GP will give annual health check-weight, BP, lipid levels-for all over 40, blood glucose, smoking and alcohol.

36
Q

what should patients with GAD be warned about happening over the 1st few weeks of starting an SSRI e.g. sertraline?

A

will initially make them feel more anxious!

37
Q

worry with prescribing multiple QT interval prolonging drugs in psychiatry e.g. SSRIs and TCAs?

A

increase risk of sudden cardiac death

38
Q

problem with BZD dependence?

A

associated with night time deaths

39
Q

what medications should alcoholics be prescribed in order to reduce their risk of alcohol associated complications?

A
thiamine
vit B co-strong
PPI-GORD, PUD
laxative e.g. lactulose
folic acid
40
Q

how are beta blockers useful in the treatment of GAD?

A

they reduce the effects of the SNS which produce symptoms of anxiety e.g. sweating, tremor, fast HR, and although not tackling the root cause of the patient’s symptoms, this helps to control their anxiety as they don’t worry about these symptoms and what other people think of them which stops increasing anxiety further.

41
Q

complications of neuroleptic malignant syndrome?

A
AKI
PE
DIC
rhabdomyolysis
respiratory failure
liver failure
cardiac arrest
seizures
aspiration pneumonitis
42
Q

features of body dysmorphic disorder?

A

DSM-IV:
preoccupation (recurrent thoughts can be put out of mind by effort of will) with an imagined defect in appearance, excessive concern if slight physical anomaly present
preoccupation causes person clinically significant distress or impairment in social, occupational or other important areas of functioning
preoccupation is not better accounted for by another mental disorder e.g. anorexia nervosa.

43
Q

SSRI most associated with SSRI discontinuation syndrome?

A

paroxetine (short acting)

44
Q

what consideration should be made with regards to ongoing medication in a OA patient whom you are thinking about starting an SSRI for depression for?

A

is the patient on an NSAID?
if so, should co-prescribe a PPI with the SSRI as SSRIs have an increased risk of GI bleeding.
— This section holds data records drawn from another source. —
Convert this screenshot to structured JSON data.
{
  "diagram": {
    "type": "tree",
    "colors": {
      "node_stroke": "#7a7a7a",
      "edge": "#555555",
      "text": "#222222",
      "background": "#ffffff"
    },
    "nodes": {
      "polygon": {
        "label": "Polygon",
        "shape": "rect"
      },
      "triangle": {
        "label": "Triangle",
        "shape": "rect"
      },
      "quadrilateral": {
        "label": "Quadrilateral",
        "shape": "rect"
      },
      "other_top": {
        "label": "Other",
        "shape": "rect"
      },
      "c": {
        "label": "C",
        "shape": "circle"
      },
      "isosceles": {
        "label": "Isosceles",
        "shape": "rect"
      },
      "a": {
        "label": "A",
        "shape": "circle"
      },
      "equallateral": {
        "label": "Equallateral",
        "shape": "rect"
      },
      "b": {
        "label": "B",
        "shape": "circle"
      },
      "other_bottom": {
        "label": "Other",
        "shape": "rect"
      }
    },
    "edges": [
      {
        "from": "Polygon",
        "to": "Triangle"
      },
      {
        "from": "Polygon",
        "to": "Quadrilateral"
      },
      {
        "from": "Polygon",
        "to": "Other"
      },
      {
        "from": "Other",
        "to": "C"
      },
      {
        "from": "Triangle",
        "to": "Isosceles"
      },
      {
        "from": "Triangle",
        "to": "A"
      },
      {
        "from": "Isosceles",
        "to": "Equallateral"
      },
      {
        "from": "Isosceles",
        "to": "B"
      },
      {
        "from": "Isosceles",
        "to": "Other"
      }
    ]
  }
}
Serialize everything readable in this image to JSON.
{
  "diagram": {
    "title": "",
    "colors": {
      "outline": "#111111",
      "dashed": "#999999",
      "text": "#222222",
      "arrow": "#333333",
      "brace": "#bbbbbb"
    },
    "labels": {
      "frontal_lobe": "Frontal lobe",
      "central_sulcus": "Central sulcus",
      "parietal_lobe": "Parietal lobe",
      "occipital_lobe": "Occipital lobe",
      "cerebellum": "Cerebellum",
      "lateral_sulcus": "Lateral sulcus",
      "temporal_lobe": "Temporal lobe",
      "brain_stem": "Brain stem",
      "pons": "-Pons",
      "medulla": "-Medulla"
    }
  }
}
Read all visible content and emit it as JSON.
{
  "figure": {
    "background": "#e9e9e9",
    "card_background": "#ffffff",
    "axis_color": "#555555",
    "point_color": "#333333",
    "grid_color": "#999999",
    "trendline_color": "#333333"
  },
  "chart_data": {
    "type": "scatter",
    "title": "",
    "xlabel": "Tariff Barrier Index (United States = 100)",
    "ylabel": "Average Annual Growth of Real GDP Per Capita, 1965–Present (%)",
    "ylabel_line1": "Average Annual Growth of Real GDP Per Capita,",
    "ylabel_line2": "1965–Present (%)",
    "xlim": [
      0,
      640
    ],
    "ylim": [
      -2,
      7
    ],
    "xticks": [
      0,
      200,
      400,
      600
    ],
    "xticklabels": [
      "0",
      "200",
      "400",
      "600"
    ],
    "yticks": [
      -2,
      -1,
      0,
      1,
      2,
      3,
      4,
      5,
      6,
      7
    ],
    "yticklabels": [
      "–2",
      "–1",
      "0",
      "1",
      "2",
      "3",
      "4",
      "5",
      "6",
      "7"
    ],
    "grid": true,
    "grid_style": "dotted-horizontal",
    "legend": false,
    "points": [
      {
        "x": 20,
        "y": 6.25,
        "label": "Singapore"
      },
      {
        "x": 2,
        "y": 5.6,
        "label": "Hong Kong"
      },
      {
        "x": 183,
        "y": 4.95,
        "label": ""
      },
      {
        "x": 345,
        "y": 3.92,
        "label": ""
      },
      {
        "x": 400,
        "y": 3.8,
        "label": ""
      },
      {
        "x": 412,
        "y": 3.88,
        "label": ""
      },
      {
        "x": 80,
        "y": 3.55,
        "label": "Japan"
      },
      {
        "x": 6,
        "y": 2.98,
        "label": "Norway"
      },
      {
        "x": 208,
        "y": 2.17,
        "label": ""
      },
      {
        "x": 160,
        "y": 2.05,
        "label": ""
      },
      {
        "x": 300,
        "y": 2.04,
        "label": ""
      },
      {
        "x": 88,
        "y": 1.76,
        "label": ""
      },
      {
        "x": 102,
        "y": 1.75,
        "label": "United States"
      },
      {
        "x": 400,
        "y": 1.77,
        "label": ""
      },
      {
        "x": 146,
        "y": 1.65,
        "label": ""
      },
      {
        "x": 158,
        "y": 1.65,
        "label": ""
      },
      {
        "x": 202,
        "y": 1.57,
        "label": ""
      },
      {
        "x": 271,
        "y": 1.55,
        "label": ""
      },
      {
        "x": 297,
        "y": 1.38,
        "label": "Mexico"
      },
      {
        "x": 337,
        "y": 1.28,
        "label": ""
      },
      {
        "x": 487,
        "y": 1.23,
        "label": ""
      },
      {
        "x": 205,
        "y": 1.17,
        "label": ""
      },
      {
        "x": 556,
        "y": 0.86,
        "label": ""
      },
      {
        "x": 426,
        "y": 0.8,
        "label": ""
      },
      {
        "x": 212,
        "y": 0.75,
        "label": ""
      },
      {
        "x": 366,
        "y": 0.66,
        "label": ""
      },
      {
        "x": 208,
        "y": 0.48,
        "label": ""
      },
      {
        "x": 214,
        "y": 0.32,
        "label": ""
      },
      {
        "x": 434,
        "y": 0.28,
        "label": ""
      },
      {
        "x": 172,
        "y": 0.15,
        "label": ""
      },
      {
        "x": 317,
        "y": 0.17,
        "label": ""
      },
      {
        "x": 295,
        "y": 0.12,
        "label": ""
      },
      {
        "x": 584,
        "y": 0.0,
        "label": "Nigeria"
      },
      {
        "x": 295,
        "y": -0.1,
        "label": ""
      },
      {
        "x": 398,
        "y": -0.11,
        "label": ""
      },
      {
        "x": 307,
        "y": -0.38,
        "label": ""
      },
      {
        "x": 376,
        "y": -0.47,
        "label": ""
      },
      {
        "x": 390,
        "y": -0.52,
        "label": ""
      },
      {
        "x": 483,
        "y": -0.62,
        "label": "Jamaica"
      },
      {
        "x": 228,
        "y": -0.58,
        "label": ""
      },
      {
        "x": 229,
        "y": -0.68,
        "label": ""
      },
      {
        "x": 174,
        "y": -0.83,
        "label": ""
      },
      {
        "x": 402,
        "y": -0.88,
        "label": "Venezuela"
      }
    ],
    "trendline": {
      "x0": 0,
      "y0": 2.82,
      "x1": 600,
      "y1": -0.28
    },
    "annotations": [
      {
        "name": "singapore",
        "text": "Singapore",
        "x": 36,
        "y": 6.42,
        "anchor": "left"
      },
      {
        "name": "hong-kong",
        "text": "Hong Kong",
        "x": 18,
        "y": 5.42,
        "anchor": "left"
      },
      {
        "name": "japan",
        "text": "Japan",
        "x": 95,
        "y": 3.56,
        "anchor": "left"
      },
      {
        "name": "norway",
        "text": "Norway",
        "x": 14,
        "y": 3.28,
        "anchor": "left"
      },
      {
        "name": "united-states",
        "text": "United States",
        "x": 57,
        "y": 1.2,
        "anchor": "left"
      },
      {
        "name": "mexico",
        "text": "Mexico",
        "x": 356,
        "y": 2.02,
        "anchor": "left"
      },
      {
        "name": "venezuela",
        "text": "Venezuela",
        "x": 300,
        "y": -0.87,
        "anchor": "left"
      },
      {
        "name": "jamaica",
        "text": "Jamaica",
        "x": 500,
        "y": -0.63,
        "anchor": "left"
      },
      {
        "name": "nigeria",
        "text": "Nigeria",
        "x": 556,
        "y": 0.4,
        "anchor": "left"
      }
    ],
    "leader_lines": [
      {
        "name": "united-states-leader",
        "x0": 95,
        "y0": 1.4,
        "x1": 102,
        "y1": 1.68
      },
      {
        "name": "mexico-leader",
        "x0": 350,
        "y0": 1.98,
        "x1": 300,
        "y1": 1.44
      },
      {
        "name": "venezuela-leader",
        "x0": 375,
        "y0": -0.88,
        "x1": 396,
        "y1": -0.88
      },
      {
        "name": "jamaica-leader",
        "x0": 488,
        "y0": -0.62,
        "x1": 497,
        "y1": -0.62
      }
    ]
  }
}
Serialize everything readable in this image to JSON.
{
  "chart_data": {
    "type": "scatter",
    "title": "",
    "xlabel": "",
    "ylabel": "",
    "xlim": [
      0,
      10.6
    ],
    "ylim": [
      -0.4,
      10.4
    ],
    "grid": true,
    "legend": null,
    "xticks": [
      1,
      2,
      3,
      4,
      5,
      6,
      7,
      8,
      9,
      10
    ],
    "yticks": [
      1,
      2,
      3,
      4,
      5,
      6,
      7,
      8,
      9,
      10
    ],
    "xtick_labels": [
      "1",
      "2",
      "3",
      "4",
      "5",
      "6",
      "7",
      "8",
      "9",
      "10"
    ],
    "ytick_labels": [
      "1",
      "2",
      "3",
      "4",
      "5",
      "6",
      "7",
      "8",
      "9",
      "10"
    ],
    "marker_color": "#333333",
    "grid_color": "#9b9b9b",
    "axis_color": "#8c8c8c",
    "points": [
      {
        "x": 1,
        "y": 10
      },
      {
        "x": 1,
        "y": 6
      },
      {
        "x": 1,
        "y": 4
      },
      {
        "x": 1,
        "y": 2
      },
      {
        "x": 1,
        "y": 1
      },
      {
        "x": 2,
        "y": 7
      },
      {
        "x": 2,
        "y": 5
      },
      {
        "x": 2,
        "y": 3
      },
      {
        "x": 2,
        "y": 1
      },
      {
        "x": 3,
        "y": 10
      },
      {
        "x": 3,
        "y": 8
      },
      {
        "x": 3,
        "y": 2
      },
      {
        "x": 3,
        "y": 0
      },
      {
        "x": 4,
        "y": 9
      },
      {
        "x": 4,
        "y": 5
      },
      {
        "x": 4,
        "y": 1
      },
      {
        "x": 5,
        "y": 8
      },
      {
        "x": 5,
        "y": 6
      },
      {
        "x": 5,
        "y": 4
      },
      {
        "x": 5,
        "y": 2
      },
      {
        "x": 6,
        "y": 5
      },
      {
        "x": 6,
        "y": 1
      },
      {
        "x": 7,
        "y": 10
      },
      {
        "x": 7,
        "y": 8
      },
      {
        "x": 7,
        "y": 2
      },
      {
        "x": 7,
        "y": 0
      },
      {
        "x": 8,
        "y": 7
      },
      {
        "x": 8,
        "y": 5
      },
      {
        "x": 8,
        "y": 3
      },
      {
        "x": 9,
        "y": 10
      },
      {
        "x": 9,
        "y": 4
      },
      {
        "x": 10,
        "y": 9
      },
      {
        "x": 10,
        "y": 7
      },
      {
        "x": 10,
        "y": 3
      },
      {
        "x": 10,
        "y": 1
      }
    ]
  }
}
*avoid SSRIs if pt on warfarin or heparin

45
Q

give 4 features of PTSD?

A

re-experiencing-flashbacks
avoidance
hyperarousal-hypervigilence for threat, exaggerated startle response, irritability, sleep problems
emotional numbing-detached, inability to experience feelings

46
Q

specific warnings issued by MHRA for use of antipsychotics in elderly patients?

A

increased risk of stroke and VTE

47
Q

what is delirium tremens, when does it occur?

A

peak incidence at 72hrs post alcohol withdrawal

loss of GABA mediated inhibition of the CNS, and increased NMDA glutamate transmission.